There are some obvious differences between Elizabeth and Victoria. The latter ruled when Britain grew into a world power with a broad colonial empire. Elizabeth has seen the recession of the United Kingdom — no longer imperial, uneasy in Europe and, with Scotland's independence movement, not even an internally secure union. (Elizabeth is also head of the Commonwealth, a 53-nation federation of former British dominions and colonies, and is the queen of 15 "realms" besides the United Kingdom, including Australia, Canada and Jamaica.) Victoria interfered politically with her prime ministers and, after the early death of her consort, Prince Albert, retreated greatly from her queenly duties.

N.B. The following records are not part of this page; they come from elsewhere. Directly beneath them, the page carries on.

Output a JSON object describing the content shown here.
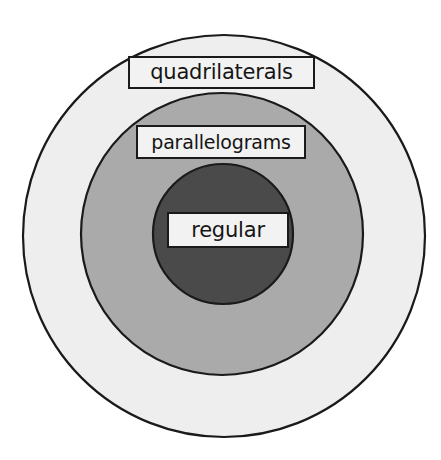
{
  "diagram": {
    "type": "nested-set-venn",
    "background_color": "#ffffff",
    "rings": [
      {
        "id": "outer",
        "name": "quadrilaterals",
        "label": "quadrilaterals",
        "fill_color": "#eeeeee",
        "stroke_color": "#1a1a1a",
        "center_x": 224,
        "center_y": 236,
        "radius": 202
      },
      {
        "id": "middle",
        "name": "parallelograms",
        "label": "parallelograms",
        "fill_color": "#aaaaaa",
        "stroke_color": "#1a1a1a",
        "center_x": 222,
        "center_y": 234,
        "radius": 142
      },
      {
        "id": "inner",
        "name": "regular",
        "label": "regular",
        "fill_color": "#4a4a4a",
        "stroke_color": "#1a1a1a",
        "center_x": 223,
        "center_y": 234,
        "radius": 71
      }
    ],
    "labels": {
      "outer": "quadrilaterals",
      "middle": "parallelograms",
      "inner": "regular"
    },
    "label_box_style": {
      "fill_color": "#f2f2f2",
      "border_color": "#1a1a1a",
      "text_color": "#151515"
    }
  }
}
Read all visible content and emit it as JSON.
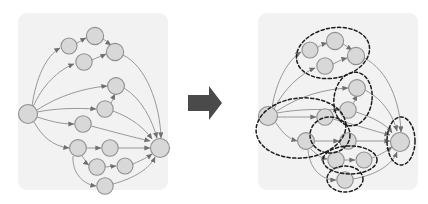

But the two queens share uncanny similarities: Neither was destined to become the monarch, they both married German princes, they became creatures of routine and protocol, they loved horses and dogs, they survived gun-wielding youths, and they were women operating in a man's world.

From an early age, both decided to subordinate their lives to their country and steeled themselves mentally for this when barely into womanhood. In Elizabeth's well-known address from Cape Town, South Africa, on her 21st birthday, she said, "I declare before you all that my whole life, whether it be long or short, shall be devoted to your service."

On the day Victoria became queen at 18 in 1837, she wrote just as earnestly in her diary, "I shall do my utmost to fulfil my duty towards my country."

Reflecting on Victoria's 1901 death at 81, Lytton Strachey wrote, "The girl, the wife, the aged woman, were the same: vitality, conscientiousness, pride and simplicity were hers to the latest hour." The public, he said, had "felt instinctively Victoria's irresistible sincerity." The parallels are eerie.

Elizabeth will carry on as she has for more than six decades: spending late summer in Victoria and Albert's Scottish castle, returning to London for a working routine little altered since she was 25 — presenting honors to local worthies, offering private counsel to the prime minister, cutting the ribbon on the latest charitable asset, opening Parliament in full regalia, leading the nation's war remembrance on a Sunday in November at the Cenotaph in Whitehall.

If the ghost of Charles I haunts these precincts — he was executed in Whitehall in 1649 amid the English Civil War, leaving the country kingless for several years — he will discern that the English (and British) monarchy is well and truly restored.

"As long as Queen Elizabeth is still around," Murphy said, "the monarchy is safe."